What if you threw a millennium, and nobody cared?

Sticklers for accuracy are breaking out the party hats Sunday to celebrate the 'real' turn of the millennium.

Last year on New Year's Eve, Eliette Markhbein and her husband stood beneath the Eiffel Tower arm in arm, dressed to the nines, as fireworks lit up Paris, reveling in the coming of a new century and all the promise it brings.

This year, they're having a few friends over to their New York apartment.

"That was the real millennium because all the celebrations were going on last year," she says. "There's nothing going on this year ... anywhere."

Well, almost anywhere. Denver and Las Vegas, trying to make up for dud parties last year, plan on putting the country and rest of the world straight. So do Cuba and China, two nations that refused to be duped by all the premature hype last year.

They're marking the "real" millennium, the actual clicking of the Gregorian calendar to year one in century 21. For the world's literal minded, that's the date expected to mark the beginning of the golden age - or the apocalypse. But most of the rest of the world is already millenniumed-out.

Like Ms. Markhbein, they're simply looking forward to a nice, traditional New Year's Eve. And they've had enough of the fin-de-siecle fantasizing to last another thousand years. Even scholars are already putting it to bed - despite the fact that it hasn't really happened yet.

"I'd say the millennium gets a C-minus in terms of its importance," says Marshall Fishwick, a professor of humanities at Virginia Tech. "And that's being generous. I'd give it a D, if I had it in class."

Indeed, all the hype - apocalyptic and otherwise - began with a bang and ended with a whimper. Remember Y2K and the prospect of an international cybermeltdown? Or how about all those K-mart shoppers with carts full of bottled water?

All that fear-mongering got to Kimberly Nelson, a receptionist from Old Lyme, Conn.

"I worried about it for weeks, my husband thought I was nuts," she says. "He kept telling me, 'It's not even the millennium yet, there's no year zero!' "

Still, she stocked the house with extra water and took some money out of the bank. This year, Ms. Nelson is not worried at all, "because there's no hype."

Then, of course, there were the rosy predictions. The heralding of the new digital economy that was supposed to bring freedom and democracy throughout the world. And then there was the ever-booming stock market, which some optimistic prognosticators contended represented a new era of expanding opportunities for people of all classes. (Remember that booming market?)

"I think you'll find the people who were the most for the millennium, were those who could get the most out of it" says Professor Fishwick. "For instance, the big corporations pumping it as the great free-market society. Well, look what the great new free-market society did for California this year: They can't get any heat!"

But sticklers for accuracy aren't particularly worried about the failure of the golden age to appear last year. Clearly, it wasn't time yet. Just ask Denver and Las Vegas. Last year, both cities' millennial efforts flopped spectacularly. As the networks' spotlight moved from glittering celebrations in Paris to New York to Minneapolis, they tripped on downtown Denver. It was pretty much empty, thanks to heavy security precautions designed to prevent the kind of apocalyptic riots that have broken out after Super Bowl games.

Now, with plans for a day- and night-long celebration for more than 100,000 people, Denver's mayor is boasting that they've actually got it "right" and everyone else had it "wrong."

Las Vegas is playing a similar game of millennial semantics. Last year, the city fathers looked at the glittering Vegas strip and decided there were lights enough. Who needs fireworks in Vegas? The evening was so anticlimactic, this year they plan on launching 13,000 firework shells from atop 12 hotel-casinos "canopying" the sky with the biggest fireworks display in the city's history.

But New York, which likes to think of itself as the undisputed king of all New Year's celebrations, millennial or otherwise, is far from impressed with its Western colleagues' efforts.

"It's important to point out that the real millennium is, to some extent, a state of mind," says Brendan Sexton, president of the Times Square Business Improvement District. "And if we say the millennium was last year, it was!"

Indeed, the millennium, like the calendar, is nothing more than a human creation. But as students of mythology, like Gene Toews of Highland Ranch, Colo., point out, its real significance lies in the human heart.

"The millennial myth ... engages us with our fantasies around the mysteries and struggles around life and death," he says.

That was true, in a way, for Ms. Markhbein and her husband. The night of their millennium - with all of Paris lit up in celebration - was a pivotal experience she'll never forget.

"It was probably the most romantic thing we've done in 22 years of marriage," she says. "It was just incredible."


■ **Problem requirements**
Copy out all the entries exactly.

Collected data:
--------------------------------------------------
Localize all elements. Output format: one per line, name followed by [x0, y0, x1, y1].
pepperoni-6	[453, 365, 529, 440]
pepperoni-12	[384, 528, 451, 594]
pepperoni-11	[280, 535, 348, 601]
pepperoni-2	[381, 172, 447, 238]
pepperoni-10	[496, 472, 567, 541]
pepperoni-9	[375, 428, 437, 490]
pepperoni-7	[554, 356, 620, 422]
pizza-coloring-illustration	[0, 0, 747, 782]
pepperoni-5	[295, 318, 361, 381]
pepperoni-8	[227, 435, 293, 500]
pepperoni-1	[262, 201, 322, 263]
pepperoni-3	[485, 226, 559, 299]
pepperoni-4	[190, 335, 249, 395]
--------------------------------------------------
■ **Solution to this task**
Localize all elements. Output format: one per line, name followed by [x0, y0, x1, y1].
pepperoni-6	[453, 365, 529, 440]
pepperoni-12	[384, 528, 451, 594]
pepperoni-11	[280, 535, 348, 601]
pepperoni-2	[381, 172, 447, 238]
pepperoni-10	[496, 472, 567, 541]
pepperoni-9	[375, 428, 437, 490]
pepperoni-7	[554, 356, 620, 422]
pizza-coloring-illustration	[0, 0, 747, 782]
pepperoni-5	[295, 318, 361, 381]
pepperoni-8	[227, 435, 293, 500]
pepperoni-1	[262, 201, 322, 263]
pepperoni-3	[485, 226, 559, 299]
pepperoni-4	[190, 335, 249, 395]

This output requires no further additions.